EDB Agent Governance is a standalone application that provides observability and oversight for AI agents operating on Postgres databases. It lets database administrators, security teams, and AI operations engineers monitor, audit, and reason about how AI agents interact with enterprise data.
The application connects to one or more upstream log sources — an EDB Hybrid Manager (HM) deployment or a standalone Grafana Loki endpoint — to retrieve the Postgres query logs that AI agents generate through the Airman Model Context Protocol (MCP) server. It presents those logs as structured sessions (logical groupings of SQL statements executed within a single AI agent interaction) with tools for filtering, inspecting, and auditing agent behavior. Because it reads from any qualifying log source, it isn't limited to HM-managed databases.
What you can do
- Reconstruct agent sessions — See every SQL statement an AI agent executed, with full metadata such as duration, target database, Postgres role, and error severity.
- Audit across multiple data sources — Connect to several HM or Loki sources at once and audit clusters across all of them from one place.
- Read a flat audit trail — Scan every statement in a session as a single filterable table, optimized for review.
- Rely on cached, incremental sync — The application incrementally syncs and caches session data, so audit views load quickly without re-querying the full log history on every visit.
Where to start
- Key concepts — the key terms used throughout the application: sessions, steps, purpose, instances, and how Airman MCP tags activity.
- Architecture and data flow — how agent activity travels from Postgres logs into the application.
- Deploying and configuring — for administrators deploying and configuring the application.
- Connecting data sources — register an HM or Loki instance so its agent sessions appear.
- Browsing sessions — find and filter the AI agent sessions detected for a cluster.
- Inspecting a session — inspect a single session step by step and read its audit log.
- Securing access and handling credentials — authentication, credential storage, and how your data is treated.
Using Agent Governance with Hybrid Manager
If your Postgres clusters are managed by Hybrid Manager, see Governance in Hybrid Manager for the HM-specific integration details — machine user API keys, HM's Loki pipeline, and project and cluster discovery.
Key concepts
Key terms used throughout the AI governance audit log viewer — sessions, steps, purpose, instances, and how Airman MCP tags agent activity.
Architecture
How AI agent activity travels from Postgres logs through Loki and the viewer's backend into the audit log viewer, and how background sync keeps it fast.
Deploying and configuring
For administrators deploying and configuring the AI governance audit log viewer — the container stack, prerequisites, key settings, and identity provider management.
Connecting data sources
Register an EDB Hybrid Manager or standalone Loki instance so its AI agent sessions appear in the audit log viewer.
Browsing sessions
Find and filter the AI agent sessions detected for a Postgres cluster in the audit log viewer.
Inspecting a session
Inspect a single AI agent session step by step and read its full audit log in the governance audit log viewer.
Securing access and handling credentials
How the AI governance audit log viewer authenticates users, stores upstream credentials, and treats your data.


* Problem details
Please transcribe the listing below in full and word for word, without its pictures.

* Materials provided

---

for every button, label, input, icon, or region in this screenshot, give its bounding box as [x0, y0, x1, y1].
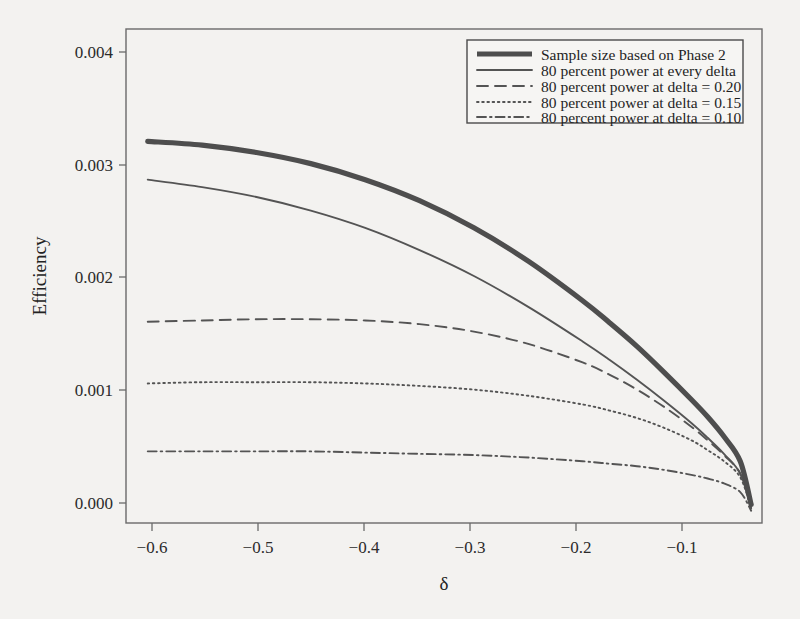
- y-tick-label: 0.000: [75, 494, 113, 513]
- x-axis-title: δ: [440, 573, 449, 594]
- chart-legend: Sample size based on Phase 2 80 percent …: [467, 40, 743, 126]
- x-tick-label: −0.2: [561, 538, 592, 557]
- y-tick-label: 0.001: [75, 381, 113, 400]
- x-tick-label: −0.5: [243, 538, 274, 557]
- x-tick-label: −0.6: [137, 538, 168, 557]
- efficiency-line-chart: 0.004 0.003 0.002 0.001 0.000 −0.6 −0.5 …: [0, 0, 800, 619]
- x-tick-label: −0.1: [667, 538, 698, 557]
- legend-item-label: 80 percent power at delta = 0.20: [541, 78, 742, 95]
- y-tick-label: 0.002: [75, 268, 113, 287]
- y-axis-title: Efficiency: [29, 236, 50, 315]
- legend-item-label: Sample size based on Phase 2: [541, 46, 726, 63]
- x-tick-label: −0.3: [455, 538, 486, 557]
- x-tick-label: −0.4: [349, 538, 380, 557]
- chart-figure: 0.004 0.003 0.002 0.001 0.000 −0.6 −0.5 …: [0, 0, 800, 619]
- legend-item-label: 80 percent power at every delta: [541, 62, 736, 79]
- y-tick-label: 0.004: [75, 43, 114, 62]
- legend-item-label: 80 percent power at delta = 0.10: [541, 109, 742, 126]
- y-tick-label: 0.003: [75, 156, 113, 175]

---

* Answer space
for every button, label, input, icon, or region in this screenshot, give its bounding box as [x0, y0, x1, y1].
- y-tick-label: 0.000: [75, 494, 113, 513]
- x-axis-title: δ: [440, 573, 449, 594]
- chart-legend: Sample size based on Phase 2 80 percent …: [467, 40, 743, 126]
- x-tick-label: −0.2: [561, 538, 592, 557]
- y-tick-label: 0.001: [75, 381, 113, 400]
- x-tick-label: −0.5: [243, 538, 274, 557]
- x-tick-label: −0.6: [137, 538, 168, 557]
- efficiency-line-chart: 0.004 0.003 0.002 0.001 0.000 −0.6 −0.5 …: [0, 0, 800, 619]
- x-tick-label: −0.1: [667, 538, 698, 557]
- legend-item-label: 80 percent power at delta = 0.20: [541, 78, 742, 95]
- y-tick-label: 0.002: [75, 268, 113, 287]
- y-axis-title: Efficiency: [29, 236, 50, 315]
- legend-item-label: Sample size based on Phase 2: [541, 46, 726, 63]
- x-tick-label: −0.3: [455, 538, 486, 557]
- x-tick-label: −0.4: [349, 538, 380, 557]
- chart-figure: 0.004 0.003 0.002 0.001 0.000 −0.6 −0.5 …: [0, 0, 800, 619]
- legend-item-label: 80 percent power at every delta: [541, 62, 736, 79]
- y-tick-label: 0.004: [75, 43, 114, 62]
- legend-item-label: 80 percent power at delta = 0.10: [541, 109, 742, 126]
- y-tick-label: 0.003: [75, 156, 113, 175]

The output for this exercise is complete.